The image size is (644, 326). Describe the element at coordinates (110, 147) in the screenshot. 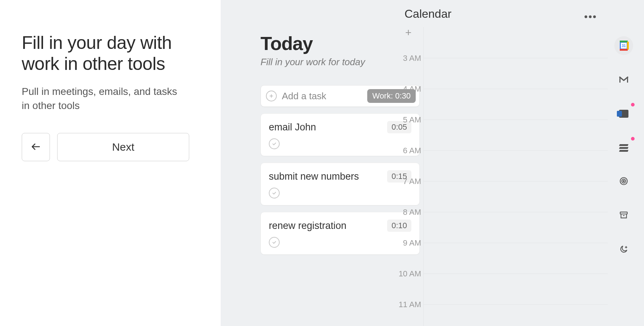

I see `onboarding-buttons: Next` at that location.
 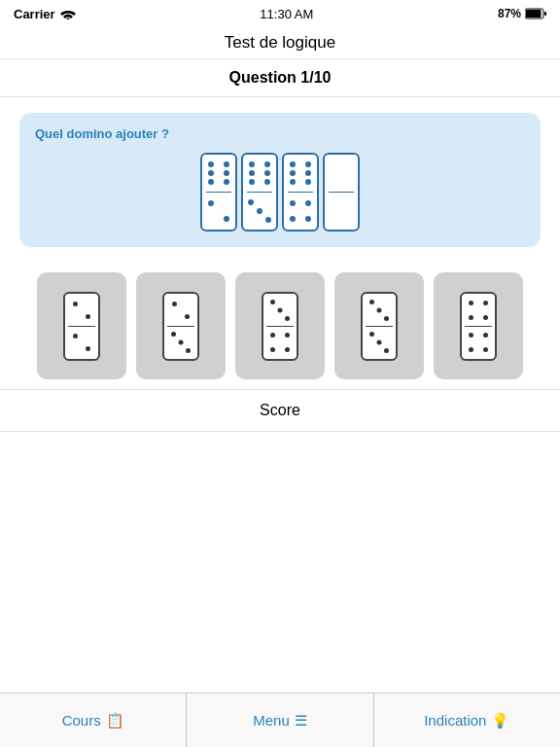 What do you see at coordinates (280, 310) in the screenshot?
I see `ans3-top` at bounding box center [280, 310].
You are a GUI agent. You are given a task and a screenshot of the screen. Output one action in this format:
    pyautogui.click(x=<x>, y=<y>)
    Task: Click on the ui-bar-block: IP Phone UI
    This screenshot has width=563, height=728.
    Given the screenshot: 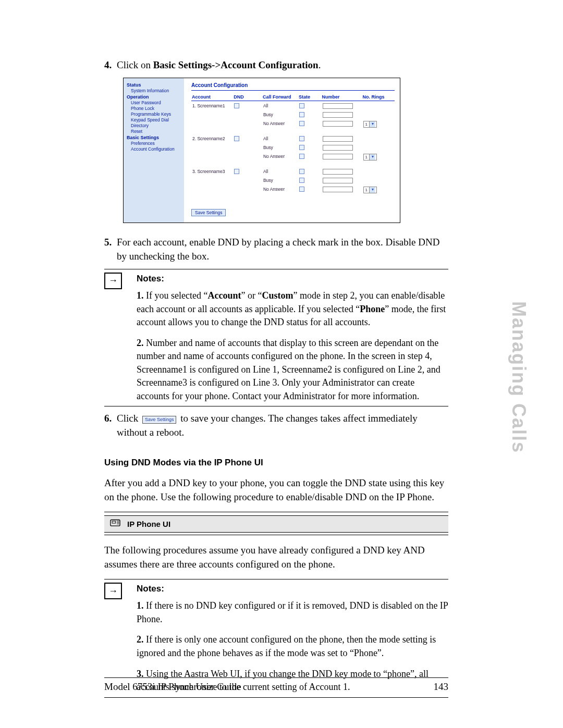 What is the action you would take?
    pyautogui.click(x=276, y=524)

-----

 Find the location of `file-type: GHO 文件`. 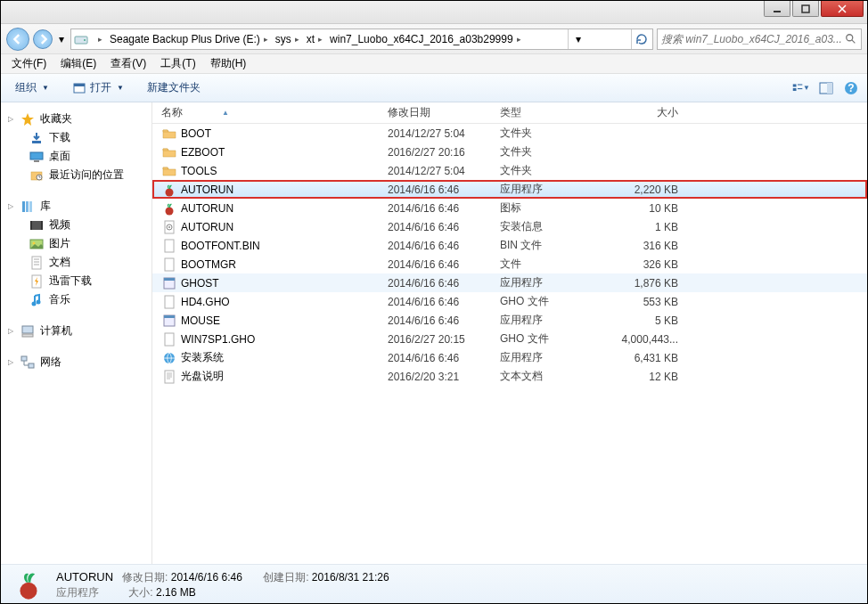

-----

Problem
Within the listing above, write out the stretch from the line with "The image size" through the line with "Task: Click on" exactly. Any pictures are to be left out.

Task answer
The image size is (644, 326). Describe the element at coordinates (110, 147) in the screenshot. 

I see `onboarding-buttons: Next` at that location.
  What do you see at coordinates (280, 310) in the screenshot?
I see `ans3-top` at bounding box center [280, 310].
You are a GUI agent. You are given a task and a screenshot of the screen. Output one action in this format:
    pyautogui.click(x=<x>, y=<y>)
    Task: Click on the ui-bar-block: IP Phone UI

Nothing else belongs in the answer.